About 250 people were injured in Amman on Friday in clashes between fans after Jordan’s largest Palestinian soccer team beat a rival local team, hospital staff said.
Matches between the rival teams have a long history of violence, mirroring the divisions between the country’s majority Palestinians and native Jordanians, mostly tribes who inhabited the East Bank of the Jordan River before the influx of Palestinians after the creation of Israel in 1948.
Witnesses said that the violence erupted after the Palestinian Wihdat team won a crucial match 1-0 against the Jordanian Faisali team to qualify them for the domestic league.
PHOTO: REUTERS
Riot police fired teargas and sealed off the stadium’s exits, triggering a stampede in which a large metal fence separating the crowds from the playing field collapsed, witnesses said.
“What we saw today was a massacre led by the gendarme forces who acted without wisdom. If they had a sense of national duty they would have protected these crowds because this is their duty and there was no rival crowd in the stadium. They instigated the trouble,” Wihdat president Tareq Khoury told reporters.
Despite making up a majority in the country, Jordanians of Palestinian origin are marginalized in the government and barred from entry into the army and security forces.
Jordanian Deputy Prime Minister and official spokesman Ayman Safadi told the state news agency Petra the authorities intervened to restore order after bottle throwing from inside the stadium.
He said 150 people, including 25 police officers, were taken to hospital with injuries.
Witnesses blamed the police for preventing the Wihdat team fans from leaving the stadium as angry Faisali supporters threw stones at them from outside after their team lost.
Many Wihdat supporters say the police are biased against them and reacted to their victory over Faisali, a soccer team that is viewed as a fertile ground for Jordanian nationalists.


What you have to do:
Repeat every record exactly, omitting the pictures.
-----
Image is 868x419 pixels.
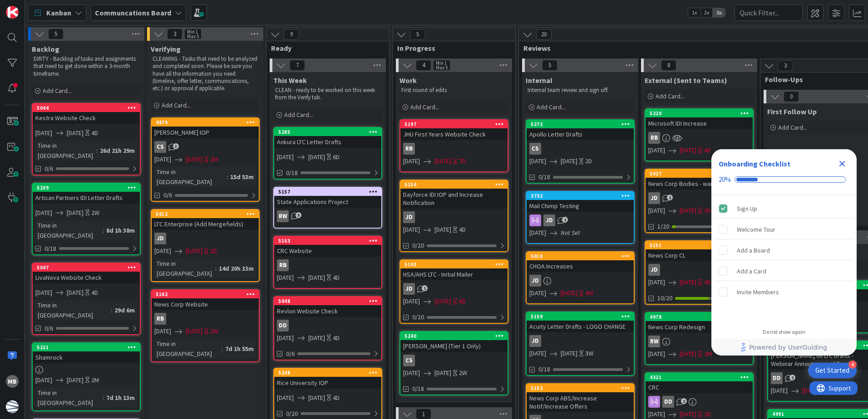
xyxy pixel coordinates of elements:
[719,158,790,169] div: Onboarding Checklist
[403,211,415,223] div: JD
[44,244,57,254] span: 0/18
[155,233,166,245] div: JD
[561,229,581,237] i: Not Set
[33,104,140,112] div: 5044
[561,288,578,298] span: [DATE]
[400,261,507,281] div: 5143HSA/AHS LTC - Initial Mailer
[412,241,424,250] span: 0/20
[527,215,634,226] div: JD
[530,335,541,347] div: JD
[228,172,256,182] div: 15d 53m
[400,120,507,140] div: 5197JHU First Years Website Check
[152,298,259,311] div: News Corp Website
[186,155,203,164] span: [DATE]
[152,141,259,153] div: CS
[274,306,382,317] div: Revlon Website Check
[404,182,507,188] div: 5154
[97,146,137,156] div: 26d 21h 29m
[400,180,507,209] div: 5154Dayforce IDI IOP and Increase Notification
[646,132,753,144] div: RB
[34,55,139,77] p: DIRTY - Backlog of tasks and assignments that need to get done within a 3-month timeframe.
[404,121,507,127] div: 5197
[403,157,420,166] span: [DATE]
[645,76,727,85] span: External (Sent to Teams)
[403,297,420,306] span: [DATE]
[156,120,259,126] div: 4879
[333,152,340,162] div: 6D
[646,193,753,204] div: JD
[162,101,191,110] span: Add Card...
[400,211,507,223] div: JD
[6,6,19,19] img: Visit kanbanzone.com
[527,321,634,333] div: Acuity Letter Drafts - LOGO CHANGE
[649,132,660,144] div: RB
[719,175,731,184] div: 20%
[167,29,183,39] span: 3
[649,206,665,215] span: [DATE]
[650,170,753,177] div: 5027
[422,286,428,291] span: 1
[538,172,551,182] span: 0/18
[91,208,100,218] div: 2W
[278,238,382,244] div: 5163
[278,129,382,135] div: 5285
[528,87,633,94] p: Internal team review and sign off.
[152,210,259,230] div: 5012LTC Enterprise (Add Mergefields)
[33,263,140,283] div: 5047LivaNova Website Check
[646,178,753,190] div: News Corp Bodies - waiting on PB
[749,342,828,353] span: Powered by UserGuiding
[309,273,325,283] span: [DATE]
[155,141,166,153] div: CS
[274,237,382,245] div: 5163
[403,225,420,235] span: [DATE]
[155,313,166,325] div: RB
[187,34,199,39] div: Max 5
[712,149,857,356] div: Checklist Container
[277,273,294,283] span: [DATE]
[680,278,696,287] span: [DATE]
[309,152,325,162] span: [DATE]
[152,218,259,230] div: LTC Enterprise (Add Mergefields)
[402,87,507,94] p: First round of edits
[646,313,753,333] div: 4978News Corp Redesign
[585,288,593,298] div: 4W
[67,128,84,138] span: [DATE]
[19,1,42,12] span: Support
[67,288,84,298] span: [DATE]
[33,344,140,351] div: 5221
[151,44,181,54] span: Verifying
[274,128,382,136] div: 5285
[561,157,578,166] span: [DATE]
[290,60,305,71] span: 7
[527,313,634,321] div: 5159
[333,334,340,343] div: 4D
[719,175,850,184] div: Checklist progress: 20%
[400,128,507,140] div: JHU First Years Website Check
[227,172,228,182] span: :
[152,118,259,127] div: 4879
[530,228,546,238] span: [DATE]
[33,184,140,204] div: 5209Artisan Partners IDI Letter Drafts
[531,253,634,260] div: 5018
[737,287,779,298] div: Invite Members
[835,157,850,171] div: Close Checklist
[37,265,140,271] div: 5047
[585,349,593,359] div: 3W
[286,168,298,178] span: 0/18
[527,120,634,140] div: 5272Apollo Letter Drafts
[296,213,301,218] span: 5
[400,143,507,155] div: RB
[434,225,451,235] span: [DATE]
[531,313,634,320] div: 5159
[277,260,289,271] div: RB
[400,283,507,295] div: JD
[527,120,634,128] div: 5272
[155,155,171,164] span: [DATE]
[37,105,140,111] div: 5044
[399,76,417,85] span: Work
[155,167,227,187] div: Time in [GEOGRAPHIC_DATA]
[527,252,634,272] div: 5018CHOA Increases
[646,313,753,321] div: 4978
[155,327,171,336] span: [DATE]
[527,275,634,287] div: JD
-----
Solution for this problem:
Image is 868x419 pixels.
xyxy pixel coordinates of elements:
[719,158,790,169] div: Onboarding Checklist
[403,211,415,223] div: JD
[44,244,57,254] span: 0/18
[155,233,166,245] div: JD
[561,229,581,237] i: Not Set
[33,104,140,112] div: 5044
[561,288,578,298] span: [DATE]
[400,261,507,281] div: 5143HSA/AHS LTC - Initial Mailer
[412,241,424,250] span: 0/20
[527,215,634,226] div: JD
[530,335,541,347] div: JD
[228,172,256,182] div: 15d 53m
[400,120,507,140] div: 5197JHU First Years Website Check
[152,298,259,311] div: News Corp Website
[186,155,203,164] span: [DATE]
[152,141,259,153] div: CS
[274,306,382,317] div: Revlon Website Check
[404,182,507,188] div: 5154
[97,146,137,156] div: 26d 21h 29m
[400,180,507,209] div: 5154Dayforce IDI IOP and Increase Notification
[646,132,753,144] div: RB
[34,55,139,77] p: DIRTY - Backlog of tasks and assignments that need to get done within a 3-month timeframe.
[404,121,507,127] div: 5197
[403,157,420,166] span: [DATE]
[645,76,727,85] span: External (Sent to Teams)
[403,297,420,306] span: [DATE]
[156,120,259,126] div: 4879
[333,152,340,162] div: 6D
[646,193,753,204] div: JD
[162,101,191,110] span: Add Card...
[400,211,507,223] div: JD
[6,6,19,19] img: Visit kanbanzone.com
[527,321,634,333] div: Acuity Letter Drafts - LOGO CHANGE
[649,132,660,144] div: RB
[719,175,731,184] div: 20%
[167,29,183,39] span: 3
[649,206,665,215] span: [DATE]
[650,170,753,177] div: 5027
[422,286,428,291] span: 1
[538,172,551,182] span: 0/18
[91,208,100,218] div: 2W
[278,238,382,244] div: 5163
[278,129,382,135] div: 5285
[528,87,633,94] p: Internal team review and sign off.
[152,210,259,230] div: 5012LTC Enterprise (Add Mergefields)
[33,263,140,283] div: 5047LivaNova Website Check
[646,178,753,190] div: News Corp Bodies - waiting on PB
[749,342,828,353] span: Powered by UserGuiding
[309,273,325,283] span: [DATE]
[155,141,166,153] div: CS
[274,237,382,245] div: 5163
[403,225,420,235] span: [DATE]
[155,313,166,325] div: RB
[187,34,199,39] div: Max 5
[712,149,857,356] div: Checklist Container
[277,273,294,283] span: [DATE]
[680,278,696,287] span: [DATE]
[309,152,325,162] span: [DATE]
[152,218,259,230] div: LTC Enterprise (Add Mergefields)
[402,87,507,94] p: First round of edits
[646,313,753,333] div: 4978News Corp Redesign
[585,288,593,298] div: 4W
[67,128,84,138] span: [DATE]
[19,1,42,12] span: Support
[67,288,84,298] span: [DATE]
[33,344,140,351] div: 5221
[151,44,181,54] span: Verifying
[274,128,382,136] div: 5285
[561,157,578,166] span: [DATE]
[290,60,305,71] span: 7
[527,313,634,321] div: 5159
[333,334,340,343] div: 4D
[719,175,850,184] div: Checklist progress: 20%
[400,128,507,140] div: JHU First Years Website Check
[227,172,228,182] span: :
[152,118,259,127] div: 4879
[530,228,546,238] span: [DATE]
[33,184,140,204] div: 5209Artisan Partners IDI Letter Drafts
[531,253,634,260] div: 5018
[737,287,779,298] div: Invite Members
[835,157,850,171] div: Close Checklist
[37,265,140,271] div: 5047
[585,349,593,359] div: 3W
[286,168,298,178] span: 0/18
[527,120,634,140] div: 5272Apollo Letter Drafts
[296,213,301,218] span: 5
[400,143,507,155] div: RB
[434,225,451,235] span: [DATE]
[531,313,634,320] div: 5159
[277,260,289,271] div: RB
[400,283,507,295] div: JD
[527,120,634,128] div: 5272
[155,155,171,164] span: [DATE]
[37,105,140,111] div: 5044
[399,76,417,85] span: Work
[155,167,227,187] div: Time in [GEOGRAPHIC_DATA]
[527,252,634,272] div: 5018CHOA Increases
[646,313,753,321] div: 4978
[155,327,171,336] span: [DATE]
[527,275,634,287] div: JD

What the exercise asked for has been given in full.